EPA should withdraw climate rules or face lawsuit, says W.Va. AG

 

The Environmental Protection Agency (EPA) should withdraw rules to limit carbon emissions from power plants because they will not survive a lawsuit, West Virginia’s attorney general said Friday.

Attorney General Patrick Morrisey, a Republican, did not threaten a suit but predicted the courts would rule that EPA’s rule is illegal under the Clean Air Act, because power plant emissions are already federally regulated.

{mosads}“In light of the profound legal infirmities with the proposed rule, EPA’s unprecedented policy will not survive judicial review,” Morrisey wrote Friday in his letter. “Failure to withdraw the proposed rule will only cause citizens, states, industry and environmental groups to waste valuable resources analyzing and commenting on a futile endeavor.”

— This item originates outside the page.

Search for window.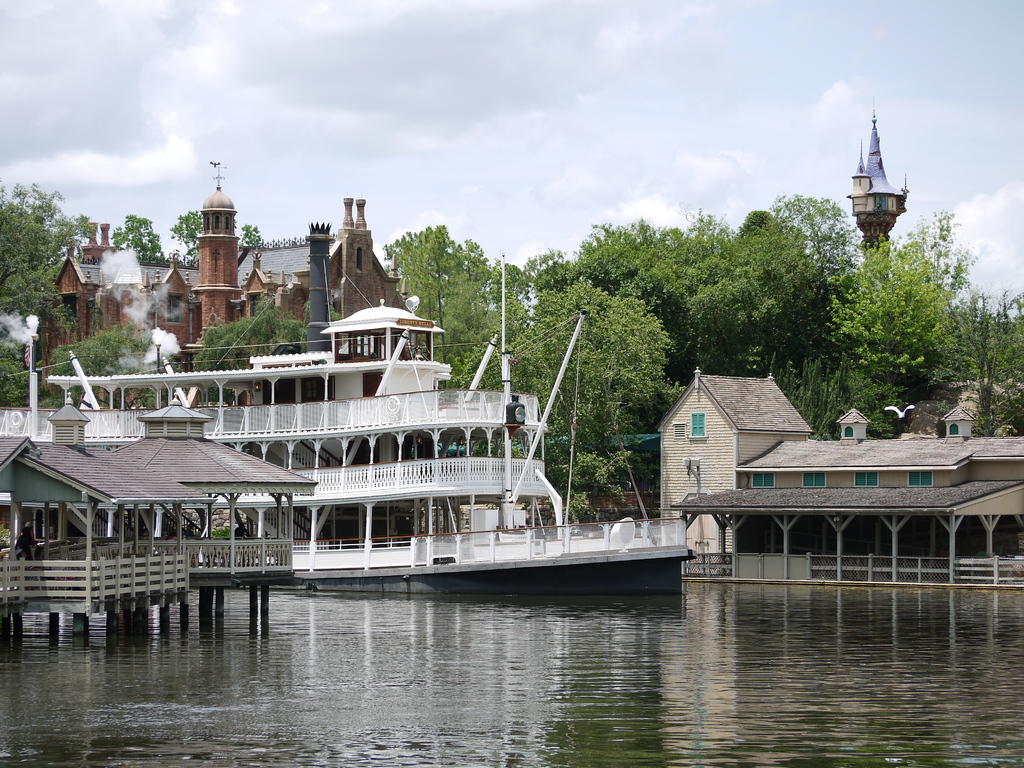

Morrisey said section 111(d) of the Clean Air Act, which EPA used as justification for its June 2 proposal to reduce carbon dioxide emissions from power plants by 30 percent, actually prohibits the regulation, because other harmful pollutants from power plants are already limited.

“No matter how fervent the desire by some to advance the policies underlying these regulations, EPA cannot — and should not — do so at the expense of the rule of law.

Lawsuits against the rule cannot be filed until it is made final, which EPA plans to do in about a year.

Legal experts expect EPA to be sued over the rule, likely by the coal industry. While it allows states flexibility in how they meet EPA’s carbon reductions, that could be what causes a court to overturn it.

While states such as West Virginia might challenge the rule, Kentucky has already been working to cut carbon emissions from power plants, the New York Times reported.